Intimidation by children


  • Bullying by children
  • Bullying in schools

Nature

Bullying among children takes many forms: beatings, verbal abuse, teasing, damage to property, exclusion from the group (a special form of torture to those who value peer approval). The victims have few common characteristics, but tend to be those children who, in some way, do not fit in with the group's image of itself. They are often more anxious, insecure, and lacking in social skills; this makes them ideal targets because they do not fight back when attacked. Students may avoid school by skipping classes or faking illness rather than face bullies. Some victims commit suicide. Teachers are often powerless to intervene, either because they do not know what is going on, or because they fear the victim will suffer more if the bullies are chastised.

Bullies have learned that being aggressive and physically coercive is a way to increase their status and self-esteem. Bullies place a high value on being in control and dominating others. Children who are bullies are likely to grow up to be juvenile delinquents and adult criminals, unless they learn new ways of thinking and behaving.

Incidence

In the first six months of 1985, over 250 cases of bullying involving violence or intimidation were reported in Japan; two of them ended in the victims' suicides. One of the many recent deaths was a boy who spoke standard Japanese instead of the local dialect. One young woman set her arm on fire in protest at her school's refusal to pay attention to how she and others were being bullied. In 1993, Japan's Health and Welfare Ministry began hiring of 14,000 adult "advisors" to keep closer contact with schoolchildren facing problems, including bullying.

In the UK in 1984 a survey of 4,000 children indicated that more than two thirds had been bullied at some time and 38% were being regularly bullied. Another survey in the UK indicated that 18% of secondary children and 17% of middle-school children claimed to have been bullied; 8% said it happened once a week, and 5.5% said it happened several times per week. More than half make no attempt to report it to anybody, making it easy for teachers to assume that very little occurs. Another survey suggests that 70% of children are bullied at some time; one in 7 are chronically and severely bullied.

An American researcher says that approximately 10% of all children attending school are afraid through much of the day. A Norwegian study of thousands of school boys showed that 65% of the boys identified as bullies at the age of 7 had felony charges by 24. They achieved less academically, socially, economically and professionally than their non-bullying peers of comparable intelligence. They had more arrests for felonies and more convictions for serious crimes, were more abusive toward their spouses and more likely to have highly aggressive children.

Claim

  1. Bullying damages self-esteem, shatters lives and detrimentally affects the quality of a child's education.

  2. What with the growing stress of entrance examinations and the tendency these days to spoil children, bullying is inevitable.

Counter claim

  1. The extent of bullying is exaggerated. Bullying is a natural part of the socialization process whereby the child discovers how to find its place in society.

  2. Weaker children just have to learn to hack it on the playground. Adult intervention is a poor preparation for life.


_YOUR OBJECTIVE_: Write the records out once more, exactly as they are given.

_INFORMATION SHOWN_:

++++++++

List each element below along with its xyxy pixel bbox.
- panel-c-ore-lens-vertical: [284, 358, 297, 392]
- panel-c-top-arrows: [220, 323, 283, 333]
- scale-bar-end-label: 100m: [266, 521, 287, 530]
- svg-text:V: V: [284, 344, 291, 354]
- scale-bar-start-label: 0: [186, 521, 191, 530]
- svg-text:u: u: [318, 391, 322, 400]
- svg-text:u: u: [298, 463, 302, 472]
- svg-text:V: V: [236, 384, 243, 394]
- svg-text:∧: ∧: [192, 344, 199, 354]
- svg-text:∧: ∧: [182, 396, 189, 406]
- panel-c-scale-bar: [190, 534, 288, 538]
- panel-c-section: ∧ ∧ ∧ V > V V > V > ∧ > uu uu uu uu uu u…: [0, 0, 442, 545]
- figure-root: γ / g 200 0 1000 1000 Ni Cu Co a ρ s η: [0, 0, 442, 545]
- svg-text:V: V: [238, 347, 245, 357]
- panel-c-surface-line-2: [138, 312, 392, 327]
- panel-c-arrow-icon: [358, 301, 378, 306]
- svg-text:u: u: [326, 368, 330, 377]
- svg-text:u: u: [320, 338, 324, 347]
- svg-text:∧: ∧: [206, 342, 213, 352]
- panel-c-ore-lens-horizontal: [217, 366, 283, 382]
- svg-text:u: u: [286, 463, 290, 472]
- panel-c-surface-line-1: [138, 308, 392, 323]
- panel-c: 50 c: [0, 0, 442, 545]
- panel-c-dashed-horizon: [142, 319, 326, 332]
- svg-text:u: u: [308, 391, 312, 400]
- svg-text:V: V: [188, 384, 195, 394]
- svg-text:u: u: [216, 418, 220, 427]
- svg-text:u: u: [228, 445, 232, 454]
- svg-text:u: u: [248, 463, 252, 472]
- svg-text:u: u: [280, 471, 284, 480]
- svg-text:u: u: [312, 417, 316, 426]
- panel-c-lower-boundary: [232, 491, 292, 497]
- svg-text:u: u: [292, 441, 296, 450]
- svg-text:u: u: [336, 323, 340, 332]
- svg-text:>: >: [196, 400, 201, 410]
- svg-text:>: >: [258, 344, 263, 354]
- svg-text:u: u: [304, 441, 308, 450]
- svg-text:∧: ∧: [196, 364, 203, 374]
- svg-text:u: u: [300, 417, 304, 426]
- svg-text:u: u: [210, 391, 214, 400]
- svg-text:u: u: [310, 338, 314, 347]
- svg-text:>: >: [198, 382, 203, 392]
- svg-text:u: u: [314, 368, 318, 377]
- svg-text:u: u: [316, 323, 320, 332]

++++++++

_SOLUTION TO THIS PROBLEM_:
List each element below along with its xyxy pixel bbox.
- panel-c-ore-lens-vertical: [284, 358, 297, 392]
- panel-c-top-arrows: [220, 323, 283, 333]
- scale-bar-end-label: 100m: [266, 521, 287, 530]
- svg-text:V: V: [284, 344, 291, 354]
- scale-bar-start-label: 0: [186, 521, 191, 530]
- svg-text:u: u: [318, 391, 322, 400]
- svg-text:u: u: [298, 463, 302, 472]
- svg-text:V: V: [236, 384, 243, 394]
- svg-text:∧: ∧: [192, 344, 199, 354]
- svg-text:∧: ∧: [182, 396, 189, 406]
- panel-c-scale-bar: [190, 534, 288, 538]
- panel-c-section: ∧ ∧ ∧ V > V V > V > ∧ > uu uu uu uu uu u…: [0, 0, 442, 545]
- figure-root: γ / g 200 0 1000 1000 Ni Cu Co a ρ s η: [0, 0, 442, 545]
- svg-text:V: V: [238, 347, 245, 357]
- panel-c-surface-line-2: [138, 312, 392, 327]
- panel-c-arrow-icon: [358, 301, 378, 306]
- svg-text:u: u: [326, 368, 330, 377]
- svg-text:u: u: [320, 338, 324, 347]
- svg-text:∧: ∧: [206, 342, 213, 352]
- panel-c-ore-lens-horizontal: [217, 366, 283, 382]
- svg-text:u: u: [286, 463, 290, 472]
- panel-c-surface-line-1: [138, 308, 392, 323]
- panel-c: 50 c: [0, 0, 442, 545]
- panel-c-dashed-horizon: [142, 319, 326, 332]
- svg-text:u: u: [308, 391, 312, 400]
- svg-text:V: V: [188, 384, 195, 394]
- svg-text:u: u: [216, 418, 220, 427]
- svg-text:u: u: [228, 445, 232, 454]
- svg-text:u: u: [248, 463, 252, 472]
- svg-text:u: u: [280, 471, 284, 480]
- svg-text:u: u: [312, 417, 316, 426]
- panel-c-lower-boundary: [232, 491, 292, 497]
- svg-text:u: u: [292, 441, 296, 450]
- svg-text:u: u: [336, 323, 340, 332]
- svg-text:>: >: [196, 400, 201, 410]
- svg-text:>: >: [258, 344, 263, 354]
- svg-text:u: u: [304, 441, 308, 450]
- svg-text:∧: ∧: [196, 364, 203, 374]
- svg-text:u: u: [300, 417, 304, 426]
- svg-text:u: u: [210, 391, 214, 400]
- svg-text:u: u: [310, 338, 314, 347]
- svg-text:>: >: [198, 382, 203, 392]
- svg-text:u: u: [314, 368, 318, 377]
- svg-text:u: u: [316, 323, 320, 332]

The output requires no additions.